Alabama Secretary of State finds over 3,000 non-citizens registered to vote

Alabama Secretary of State finds over 3,000 non-citizens registered to vote

Allen found 3,251 non-citizens who were registered to vote, 742 of them were from north Alabama. “We got the information, we cross-checked it with our centralized data files here in the state of Alabama and found those 3,200 individuals,” Allen said. The information he’s talking about is people with alien registration numbers. Those are issued to immigrants who intend to live in this country permanently and have already applied for a green card. you’re not eligible to vote with just an alien identification number. When WAFF 48 asked Allen how 3,000 plus were able to register in the first place he could not give us the answer. “It’s our belief that only American citizens should be allowed to vote,” Allen said. “Non-citizens, whether their legal or illegal cannot register to vote.
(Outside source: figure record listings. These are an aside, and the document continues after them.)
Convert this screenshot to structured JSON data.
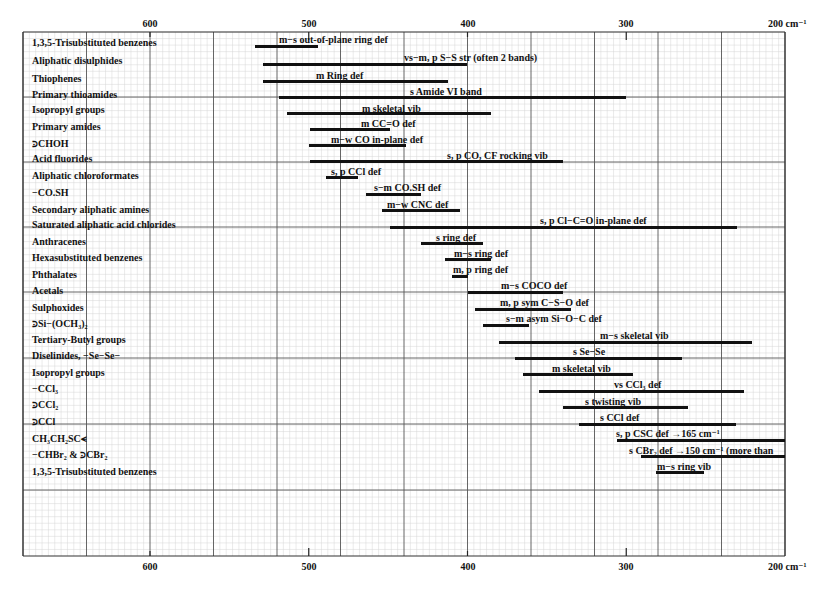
{
  "chart_data": {
    "type": "range-bar",
    "title": "",
    "xlabel": "cm⁻¹",
    "x_axis": {
      "reversed": true,
      "range": [
        680,
        200
      ],
      "ticks": [
        600,
        500,
        400,
        300,
        200
      ],
      "tick_labels": [
        "600",
        "500",
        "400",
        "300",
        "200 cm⁻¹"
      ],
      "major_grid_step": 40,
      "minor_grid_step": 4,
      "position": "top and bottom"
    },
    "grid": true,
    "rows": [
      {
        "group": "1,3,5-Trisubstituted benzenes",
        "label": "m−s out-of-plane ring def",
        "from": 534,
        "to": 494
      },
      {
        "group": "Aliphatic disulphides",
        "label": "vs−m, p S−S str (often 2 bands)",
        "from": 529,
        "to": 400
      },
      {
        "group": "Thiophenes",
        "label": "m Ring def",
        "from": 529,
        "to": 412
      },
      {
        "group": "Primary thioamides",
        "label": "s Amide VI band",
        "from": 519,
        "to": 300
      },
      {
        "group": "Isopropyl groups",
        "label": "m skeletal vib",
        "from": 514,
        "to": 385
      },
      {
        "group": "Primary amides",
        "label": "m CC=O def",
        "from": 499,
        "to": 449
      },
      {
        "group": ">CHOH",
        "label": "m−w CO in-plane def",
        "from": 500,
        "to": 439
      },
      {
        "group": "Acid fluorides",
        "label": "s, p CO, CF rocking vib",
        "from": 499,
        "to": 340
      },
      {
        "group": "Aliphatic chloroformates",
        "label": "s, p CCl def",
        "from": 489,
        "to": 469
      },
      {
        "group": "−CO.SH",
        "label": "s−m CO.SH def",
        "from": 464,
        "to": 429
      },
      {
        "group": "Secondary aliphatic amines",
        "label": "m−w CNC def",
        "from": 454,
        "to": 405
      },
      {
        "group": "Saturated aliphatic acid chlorides",
        "label": "s, p Cl−C=O in-plane def",
        "from": 449,
        "to": 230
      },
      {
        "group": "Anthracenes",
        "label": "s ring def",
        "from": 429,
        "to": 390
      },
      {
        "group": "Hexasubstituted benzenes",
        "label": "m−s ring def",
        "from": 414,
        "to": 385
      },
      {
        "group": "Phthalates",
        "label": "m, p ring def",
        "from": 410,
        "to": 400
      },
      {
        "group": "Acetals",
        "label": "m−s COCO def",
        "from": 400,
        "to": 340
      },
      {
        "group": "Sulphoxides",
        "label": "m, p sym C−S−O def",
        "from": 395,
        "to": 335
      },
      {
        "group": ">Si−(OCH3)2",
        "label": "s−m asym Si−O−C def",
        "from": 390,
        "to": 361
      },
      {
        "group": "Tertiary-Butyl groups",
        "label": "m−s skeletal vib",
        "from": 380,
        "to": 221
      },
      {
        "group": "Diselinides, −Se−Se−",
        "label": "s Se−Se",
        "from": 370,
        "to": 265
      },
      {
        "group": "Isopropyl groups",
        "label": "m skeletal vib",
        "from": 365,
        "to": 296
      },
      {
        "group": "−CCl3",
        "label": "vs CCl3 def",
        "from": 355,
        "to": 226
      },
      {
        "group": ">CCl2",
        "label": "s twisting vib",
        "from": 340,
        "to": 261
      },
      {
        "group": "≥CCl",
        "label": "s CCl def",
        "from": 330,
        "to": 231
      },
      {
        "group": "CH3CH2SC<",
        "label": "s, p CSC def →165 cm⁻¹",
        "from": 306,
        "to": 200
      },
      {
        "group": "−CHBr2 & >CBr2",
        "label": "s CBr2 def →150 cm⁻¹ (more than",
        "from": 291,
        "to": 200
      },
      {
        "group": "1,3,5-Trisubstituted benzenes",
        "label": "m−s ring vib",
        "from": 281,
        "to": 251
      }
    ]
  },
  "axis": {
    "top": [
      "600",
      "500",
      "400",
      "300",
      "200 cm⁻¹"
    ],
    "bottom": [
      "600",
      "500",
      "400",
      "300",
      "200 cm⁻¹"
    ]
  },
  "rows": [
    {
      "group": "1,3,5-Trisubstituted benzenes",
      "label": "m−s out-of-plane ring def"
    },
    {
      "group": "Aliphatic disulphides",
      "label": "vs−m, p S−S str (often 2 bands)"
    },
    {
      "group": "Thiophenes",
      "label": "m Ring def"
    },
    {
      "group": "Primary thioamides",
      "label": "s Amide VI band"
    },
    {
      "group": "Isopropyl groups",
      "label": "m skeletal vib"
    },
    {
      "group": "Primary amides",
      "label": "m CC=O def"
    },
    {
      "group": "⪾CHOH",
      "label": "m−w CO in-plane def"
    },
    {
      "group": "Acid fluorides",
      "label": "s, p CO, CF rocking vib"
    },
    {
      "group": "Aliphatic chloroformates",
      "label": "s, p CCl def"
    },
    {
      "group": "−CO.SH",
      "label": "s−m CO.SH def"
    },
    {
      "group": "Secondary aliphatic amines",
      "label": "m−w CNC def"
    },
    {
      "group": "Saturated aliphatic acid chlorides",
      "label": "s, p Cl−C=O in-plane def"
    },
    {
      "group": "Anthracenes",
      "label": "s ring def"
    },
    {
      "group": "Hexasubstituted benzenes",
      "label": "m−s ring def"
    },
    {
      "group": "Phthalates",
      "label": "m, p ring def"
    },
    {
      "group": "Acetals",
      "label": "m−s COCO def"
    },
    {
      "group": "Sulphoxides",
      "label": "m, p sym C−S−O def"
    },
    {
      "group": "⪾Si−(OCH₃)₂",
      "label": "s−m asym Si−O−C def"
    },
    {
      "group": "Tertiary-Butyl groups",
      "label": "m−s skeletal vib"
    },
    {
      "group": "Diselinides, −Se−Se−",
      "label": "s Se−Se"
    },
    {
      "group": "Isopropyl groups",
      "label": "m skeletal vib"
    },
    {
      "group": "−CCl₃",
      "label": "vs CCl₃ def"
    },
    {
      "group": "⪾CCl₂",
      "label": "s twisting vib"
    },
    {
      "group": "⪾CCl",
      "label": "s CCl def"
    },
    {
      "group": "CH₃CH₂SC⪪",
      "label": "s, p CSC def →165 cm⁻¹"
    },
    {
      "group": "−CHBr₂ & ⪾CBr₂",
      "label": "s CBr₂ def →150 cm⁻¹ (more than"
    },
    {
      "group": "1,3,5-Trisubstituted benzenes",
      "label": "m−s ring vib"
    }
  ]
}
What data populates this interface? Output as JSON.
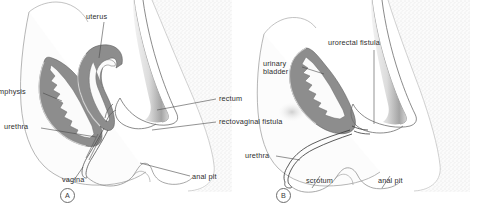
{
  "figure": {
    "type": "medical-illustration",
    "background_color": "#ffffff",
    "ink_color": "#3a3a3a",
    "tissue_fill": "#8a8a8a",
    "soft_tissue_fill": "#f4f4f4",
    "stipple_color": "#b9b9b9"
  },
  "panels": [
    {
      "id": "A",
      "letter": "A",
      "title": "female rectovaginal fistula",
      "labels": [
        {
          "name": "uterus",
          "text": "uterus"
        },
        {
          "name": "symphysis",
          "text": "mphysis"
        },
        {
          "name": "urethra",
          "text": "urethra"
        },
        {
          "name": "vagina",
          "text": "vagina"
        },
        {
          "name": "rectum",
          "text": "rectum"
        },
        {
          "name": "rectovaginal-fistula",
          "text": "rectovaginal fistula"
        },
        {
          "name": "anal-pit",
          "text": "anal pit"
        }
      ]
    },
    {
      "id": "B",
      "letter": "B",
      "title": "male urorectal fistula",
      "labels": [
        {
          "name": "urinary-bladder",
          "text": "urinary bladder"
        },
        {
          "name": "urorectal-fistula",
          "text": "urorectal  fistula"
        },
        {
          "name": "urethra",
          "text": "urethra"
        },
        {
          "name": "scrotum",
          "text": "scrotum"
        },
        {
          "name": "anal-pit",
          "text": "anal pit"
        }
      ]
    }
  ],
  "panel_a": {
    "letter": "A",
    "uterus": "uterus",
    "symphysis": "mphysis",
    "urethra": "urethra",
    "vagina": "vagina",
    "rectum": "rectum",
    "rectovaginal_fistula": "rectovaginal fistula",
    "anal_pit": "anal pit"
  },
  "panel_b": {
    "letter": "B",
    "urinary_bladder_line1": "urinary",
    "urinary_bladder_line2": "bladder",
    "urorectal_fistula": "urorectal  fistula",
    "urethra": "urethra",
    "scrotum": "scrotum",
    "anal_pit": "anal pit"
  }
}
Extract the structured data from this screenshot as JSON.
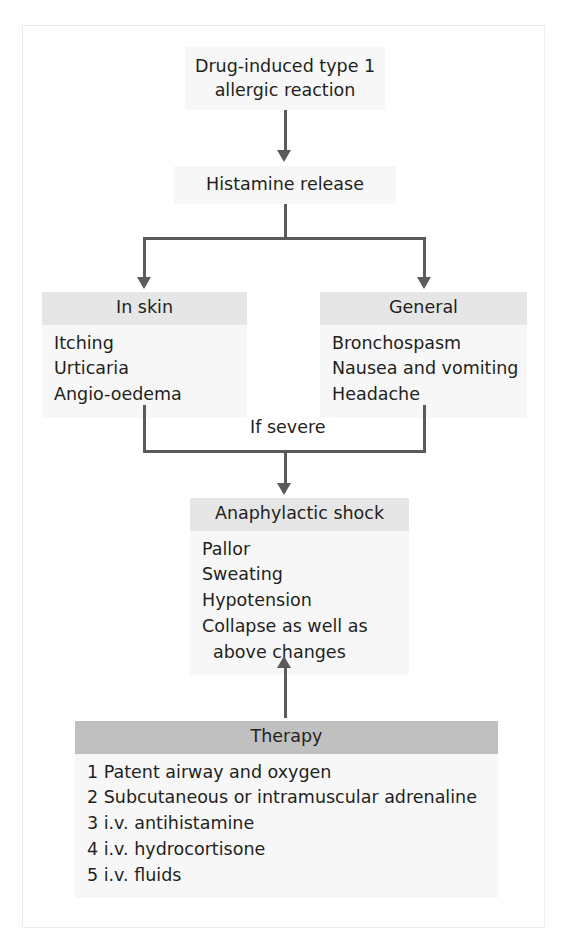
{
  "diagram": {
    "colors": {
      "header_band": "#e6e6e6",
      "therapy_header_band": "#c0c0c0",
      "box_fill": "#f7f7f7",
      "connector": "#5a5a5a",
      "text": "#231f20",
      "frame": "#ececec"
    },
    "nodes": {
      "cause": {
        "line1": "Drug-induced type 1",
        "line2": "allergic reaction"
      },
      "mediator": {
        "label": "Histamine release"
      },
      "skin": {
        "header": "In skin",
        "items": [
          "Itching",
          "Urticaria",
          "Angio-oedema"
        ]
      },
      "general": {
        "header": "General",
        "items": [
          "Bronchospasm",
          "Nausea and vomiting",
          "Headache"
        ]
      },
      "shock": {
        "header": "Anaphylactic shock",
        "items": [
          "Pallor",
          "Sweating",
          "Hypotension",
          "Collapse as well as",
          "above changes"
        ]
      },
      "therapy": {
        "header": "Therapy",
        "items": [
          "1 Patent airway and oxygen",
          "2 Subcutaneous or intramuscular adrenaline",
          "3 i.v. antihistamine",
          "4 i.v. hydrocortisone",
          "5 i.v. fluids"
        ]
      }
    },
    "edges": {
      "severity_label": "If severe"
    }
  }
}
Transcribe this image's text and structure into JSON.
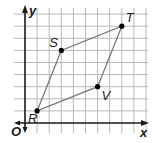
{
  "diagram": {
    "type": "coordinate-grid-parallelogram",
    "axes": {
      "x_label": "x",
      "y_label": "y",
      "origin_label": "O"
    },
    "grid": {
      "x_max": 10,
      "y_max": 9
    },
    "points": [
      {
        "name": "R",
        "x": 1,
        "y": 1
      },
      {
        "name": "S",
        "x": 3,
        "y": 6
      },
      {
        "name": "T",
        "x": 8,
        "y": 8
      },
      {
        "name": "V",
        "x": 6,
        "y": 3
      }
    ],
    "polygon": [
      "R",
      "S",
      "T",
      "V"
    ],
    "colors": {
      "grid": "#b8b8b8",
      "axis": "#1a1a1a",
      "edge": "#7a7a7a",
      "point": "#000000"
    }
  }
}
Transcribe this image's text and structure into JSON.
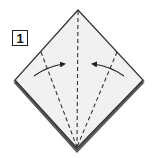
{
  "step": {
    "number": "1"
  },
  "diagram": {
    "paper_fill": "#f1f1f1",
    "edge_color": "#333333",
    "shadow_color": "#555555",
    "crease_style": "valley fold (dashed)",
    "arrows": [
      {
        "name": "left-flap-fold-arrow",
        "direction": "toward center"
      },
      {
        "name": "right-flap-fold-arrow",
        "direction": "toward center"
      }
    ]
  }
}
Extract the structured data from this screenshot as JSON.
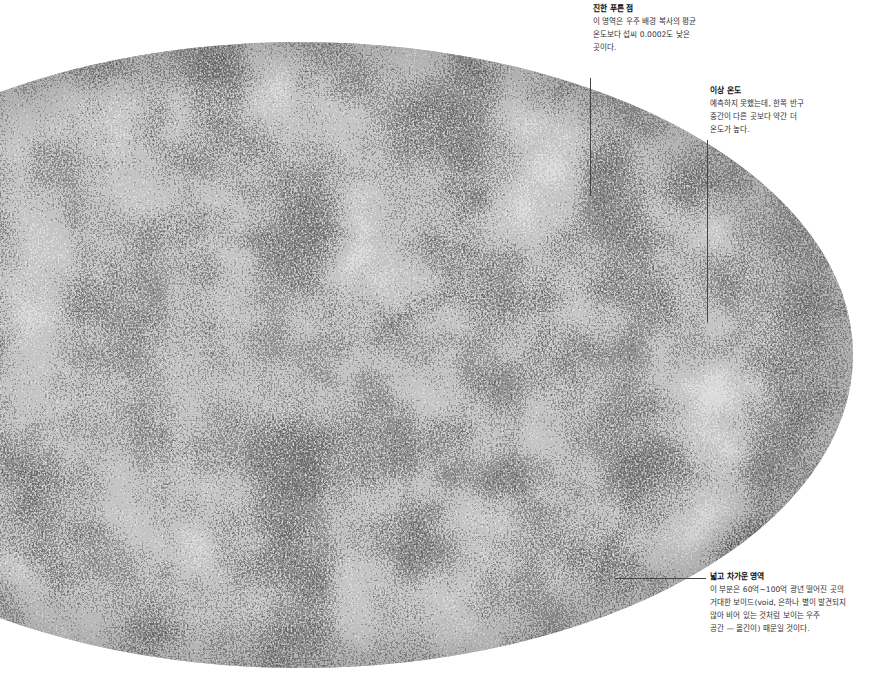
{
  "figure": {
    "projection": "mollweide-ellipse",
    "colors": {
      "background": "#ffffff",
      "map_light": "#c8c8c8",
      "map_dark": "#2a2a2a",
      "leader_line": "#444444",
      "title_text": "#111111",
      "body_text": "#333333"
    }
  },
  "annotations": [
    {
      "id": "dark-blue-spot",
      "title": "진한 푸른 점",
      "lines": [
        "이 영역은 우주 배경 복사의 평균",
        "온도보다 섭씨 0.0002도 낮은",
        "곳이다."
      ]
    },
    {
      "id": "anomalous-temperature",
      "title": "이상 온도",
      "lines": [
        "예측하지 못했는데, 한쪽 반구",
        "중간이 다른 곳보다 약간 더",
        "온도가 높다."
      ]
    },
    {
      "id": "wide-cold-region",
      "title": "넓고 차가운 영역",
      "lines": [
        "이 부분은 60억~100억 광년 떨어진 곳의",
        "거대한 보이드(void, 은하나 별이 발견되지",
        "않아 비어 있는 것처럼 보이는 우주",
        "공간 — 옮긴이) 때문일 것이다."
      ]
    }
  ]
}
It’s a federal offense.” To vote here in Alabama you need one of these things: a driver’s license, a passport, a voter photo ID or any other type of photo ID. But Mike Nicholson with the voter’s rights group Alabama Arise is now questioning the state’s system as a whole. “It just leaves me with questions, How could that many people supposedly register to vote when you need a photo ID or a social security number, there’s all these barriers in place that wouldn’t allow that to happen,” Nicholson said. “So I would ask the Secretary of State to be more transparent with that because we know in other states that similar actions like that have purged other voters from the polls.”